New York Times photographer Doug Mills shot an overhead view of the president meeting with his cabinet—sans Secretary Kerry who is in Geneva negotiating international takeover of Syria’s chemical arsenal with the Russian foreign minister. I note that the president is flanked on his side of the table by four women and two men; I wonder if such an alignment occurred in previous administrations:

President Obama meets with his Cabinet… missing is Secretary Kerry. #Syria pic.twitter.com/gGEPcA37pN

— Doug Mills (@dougmillsnyt) September 12, 2013

Yale Law Profs: On Syria, a U.N. Vote Isn’t Optional

In a New York Times guest-op, Oona A. Hathaway and Scott J. Shapiro, Yale Law School professors make clear that a unilateral US attack on Syria would be in violation of international law and treaties:

If the United States begins an attack without Security Council authorization, it will flout the most fundamental international rule of all — the prohibition on the use of military force, for anything but self-defense, in the absence of Security Council approval. This rule may be even more important to the world’s security — and America’s — than the ban on the use of chemical weapons.

President Obama, is meeting with world leaders at the G-20 confab in St. Petersburg. If he has such an iron-clad case against Assad, he can use his charm, organizing and legal skills to bring the rest of the world along toward a Kosovo kind of solution to this similar mess. It’s a shame that the UN is powerless.

Syriously? Another War?!

No matter how narrowly you try to define it, lobbing missiles into another country is an act of war. The term was carefully avoided in the US Senate foreign relations committee today. The unquestioned assumption seemed to be that the US military can act with impunity and no repercussions. Secretary of State Kerry, however, made a scarey slip when asked if the Authority to Use Military Force resolution could be narrowed to exclude authority to “put US boots on the ground.” Kerry painted a scenario in which US troops might need to be called in to protect the Syrian chemical arsenal from falling into the wrong hands if the Assad regime fell.

A part of me wants to believe that President Obama is using the time and cover of the workup to a congressional decision on attacking Syria to direct some serious behind-the-scenes diplomacy to avoid the need. I’d hoped we’d gotten beyond the old “my rocket’s bigger than yours” approach to foreign policy with this president.

The cynical part of me fears that our national testosterone overload has the president drawing a bloody line in the shifting Middle Eastern sand that he feels he must defend even though the sands have obscured his vision of the line and its purpose. When it comes to retribution, we’re dealing with people who have blood-feuds running through their veins.

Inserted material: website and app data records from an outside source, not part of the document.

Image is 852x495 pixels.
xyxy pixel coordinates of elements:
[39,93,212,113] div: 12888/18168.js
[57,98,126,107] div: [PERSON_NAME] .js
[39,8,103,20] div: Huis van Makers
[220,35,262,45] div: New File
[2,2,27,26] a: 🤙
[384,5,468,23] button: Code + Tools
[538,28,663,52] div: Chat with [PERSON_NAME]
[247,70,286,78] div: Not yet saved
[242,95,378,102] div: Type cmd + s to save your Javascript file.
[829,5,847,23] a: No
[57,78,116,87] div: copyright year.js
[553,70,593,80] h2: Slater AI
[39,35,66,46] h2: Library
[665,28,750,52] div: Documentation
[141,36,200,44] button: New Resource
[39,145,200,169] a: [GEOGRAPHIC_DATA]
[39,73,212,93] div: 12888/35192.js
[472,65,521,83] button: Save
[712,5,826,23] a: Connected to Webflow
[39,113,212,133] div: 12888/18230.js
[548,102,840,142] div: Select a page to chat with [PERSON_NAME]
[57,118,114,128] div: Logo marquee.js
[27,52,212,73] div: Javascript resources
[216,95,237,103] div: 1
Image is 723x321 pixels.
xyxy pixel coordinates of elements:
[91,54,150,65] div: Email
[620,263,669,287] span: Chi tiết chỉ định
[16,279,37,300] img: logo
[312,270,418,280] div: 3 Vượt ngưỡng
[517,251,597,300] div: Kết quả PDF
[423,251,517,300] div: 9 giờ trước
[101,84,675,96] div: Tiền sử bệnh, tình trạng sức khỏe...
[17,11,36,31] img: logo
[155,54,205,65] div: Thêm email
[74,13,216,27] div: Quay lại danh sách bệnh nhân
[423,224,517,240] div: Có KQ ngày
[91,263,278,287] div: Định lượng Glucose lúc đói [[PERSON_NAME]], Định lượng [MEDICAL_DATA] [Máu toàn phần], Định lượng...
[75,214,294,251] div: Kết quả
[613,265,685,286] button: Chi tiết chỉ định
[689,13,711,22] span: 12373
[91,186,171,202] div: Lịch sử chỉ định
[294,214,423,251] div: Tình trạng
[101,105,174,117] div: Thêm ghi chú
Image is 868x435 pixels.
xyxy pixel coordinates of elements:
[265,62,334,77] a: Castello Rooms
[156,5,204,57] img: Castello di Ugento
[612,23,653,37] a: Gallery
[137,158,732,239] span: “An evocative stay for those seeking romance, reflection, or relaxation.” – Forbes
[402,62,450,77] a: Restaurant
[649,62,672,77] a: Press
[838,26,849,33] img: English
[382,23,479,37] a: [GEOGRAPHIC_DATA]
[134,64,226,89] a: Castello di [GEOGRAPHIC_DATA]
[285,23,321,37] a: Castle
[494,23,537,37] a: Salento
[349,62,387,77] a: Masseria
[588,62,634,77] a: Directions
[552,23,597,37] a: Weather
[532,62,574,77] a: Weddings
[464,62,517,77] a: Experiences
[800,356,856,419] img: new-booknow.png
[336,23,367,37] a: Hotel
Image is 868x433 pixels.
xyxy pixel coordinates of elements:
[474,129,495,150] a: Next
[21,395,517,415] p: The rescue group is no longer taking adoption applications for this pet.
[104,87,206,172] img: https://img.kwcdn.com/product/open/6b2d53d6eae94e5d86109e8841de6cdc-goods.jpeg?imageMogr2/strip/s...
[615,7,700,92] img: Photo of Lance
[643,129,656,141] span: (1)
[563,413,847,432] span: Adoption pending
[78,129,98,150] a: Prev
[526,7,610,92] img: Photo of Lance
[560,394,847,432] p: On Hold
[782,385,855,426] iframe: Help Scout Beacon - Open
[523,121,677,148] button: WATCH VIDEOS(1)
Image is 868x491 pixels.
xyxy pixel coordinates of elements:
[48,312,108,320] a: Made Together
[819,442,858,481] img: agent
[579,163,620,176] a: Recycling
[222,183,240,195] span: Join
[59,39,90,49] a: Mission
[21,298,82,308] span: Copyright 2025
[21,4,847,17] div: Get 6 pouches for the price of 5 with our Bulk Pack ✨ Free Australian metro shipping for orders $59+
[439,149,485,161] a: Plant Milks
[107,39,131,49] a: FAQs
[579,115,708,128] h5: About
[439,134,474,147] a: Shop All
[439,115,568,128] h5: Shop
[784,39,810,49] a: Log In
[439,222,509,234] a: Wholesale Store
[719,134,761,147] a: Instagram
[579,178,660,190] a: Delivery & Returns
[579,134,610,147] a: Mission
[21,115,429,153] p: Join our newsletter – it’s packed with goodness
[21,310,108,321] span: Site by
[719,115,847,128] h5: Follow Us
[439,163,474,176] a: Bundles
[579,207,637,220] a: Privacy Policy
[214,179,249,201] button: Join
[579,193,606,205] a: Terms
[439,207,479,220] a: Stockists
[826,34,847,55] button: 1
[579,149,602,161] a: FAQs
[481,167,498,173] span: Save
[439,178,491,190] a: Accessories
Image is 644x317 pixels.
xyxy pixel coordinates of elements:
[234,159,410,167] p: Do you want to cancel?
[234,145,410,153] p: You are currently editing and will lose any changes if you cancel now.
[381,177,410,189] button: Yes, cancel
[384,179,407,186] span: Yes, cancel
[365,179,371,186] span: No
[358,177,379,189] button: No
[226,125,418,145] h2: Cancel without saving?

French spies report that the Syrian regime has hundreds of tons of sarin, mustard and VX gases in its sophisticated chemical weapons arsenal. If Bashar al-Assad has actually ordered the gassing of his people, offer him some simple choices—amnesty from a trial at the Hague in exchange for stepping down; otherwise he’s overthrown and/or assassinated. He’s got to see where this is headed, but maybe he can’t.

 

Wow! The president listens…

President Obama has just announced that he is going to Congress  as soon as it reconvenes with his plan to attack Syria. This will take a few days, time for the Russians to talk sense to Assad.

And, time for US to ask our senators and representative in Congress not to authorize an act of war, to press for a diplomatic solution, and to pursue whoever is responsible for the the mass murder of civilians (by gas or other means) and bring them to justice, using precision, police action if necessary.

In Idaho, you can email them at the following links:

Sen. Mike Crapo: http://www.crapo.senate.gov/contact/email.cfm

Sen. Jim Risch: http://www.risch.senate.gov/public/index.cfm?p=Email

Rep. Mike Simpson: http://simpson.house.gov/contact/

Congressman Labrador’s email isn’t working for me.